1. What is hydrostatic force in mechanical engineering?
Ans. Hydrostatic force in mechanical engineering refers to the force exerted by a fluid on a submerged or partially submerged object. It is a result of the pressure exerted by the fluid on the object's surface due to its weight. This force is typically calculated using the formula F = ρghA, where ρ is the density of the fluid, g is the acceleration due to gravity, h is the height of the fluid column, and A is the area of the object's surface.
2. How does hydrostatic force affect the stability of a structure?
Ans. Hydrostatic force plays a crucial role in determining the stability of a structure, especially those that are submerged in fluid or come into contact with fluid. If the hydrostatic force acting on the structure's submerged surface is greater than the weight of the structure, it will experience an upward force, known as buoyant force, which contributes to the stability. On the other hand, if the hydrostatic force is less than the weight, the structure may experience a downward force and become unstable.
3. What are some practical applications of hydrostatic force in mechanical engineering?
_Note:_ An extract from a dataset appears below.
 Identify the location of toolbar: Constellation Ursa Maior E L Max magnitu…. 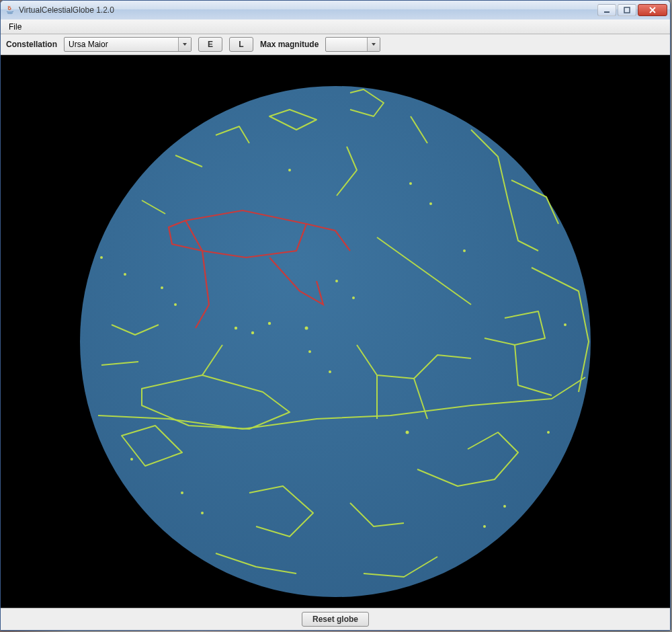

Ans. Hydrostatic force is widely applicable in various areas of mechanical engineering. Some practical applications include: - Designing and analyzing hydraulic systems, such as hydraulic lifts and presses, where hydrostatic force is utilized to generate mechanical power. - Determining the stability and buoyancy of ships, submarines, and offshore structures to ensure their safe operation in water. - Calculating the forces exerted on dams and retaining walls due to water pressure to ensure their structural integrity. - Designing and analyzing piping systems, such as water distribution networks, where hydrostatic force is considered to prevent leakage and ensure proper flow. - Assessing the stability and safety of underwater pipelines and cables by evaluating the hydrostatic forces acting on them.
4. How can hydrostatic force be calculated for irregularly shaped objects?
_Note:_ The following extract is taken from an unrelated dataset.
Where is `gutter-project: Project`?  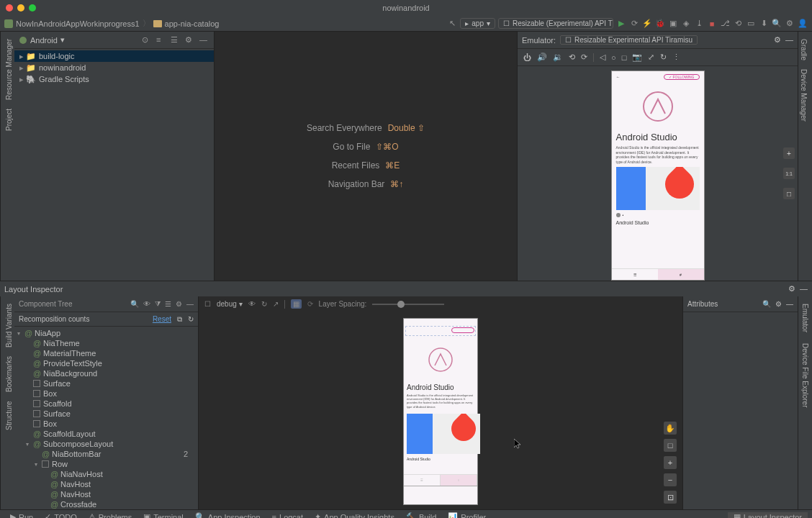 gutter-project: Project is located at coordinates (7, 119).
Ans. Hydrostatic force can be calculated for irregularly shaped objects by integrating the pressure distribution over the object's surface. This involves dividing the surface into small elemental areas and calculating the pressure at each point using the equation P = ρgh, where P is the pressure, ρ is the density of the fluid, g is the acceleration due to gravity, and h is the vertical distance from the surface to the fluid level. By summing up the pressure contributions from all elemental areas, the total hydrostatic force can be determined.
5. What are the factors that affect the magnitude of hydrostatic force?
Ans. The magnitude of hydrostatic force is influenced by several factors, including: - The density of the fluid: A denser fluid will exert a greater hydrostatic force compared to a less dense fluid. - The height of the fluid column: The greater the height of the fluid column, the higher the hydrostatic force. - The area of the object's surface: A larger surface area will result in a greater hydrostatic force. - The orientation of the object: The angle at which the object is submerged or partially submerged in the fluid can affect the distribution of hydrostatic force on its surface. - The shape of the object: Irregularly shaped objects may experience variations in hydrostatic force due to variations in pressure distribution across their surfaces.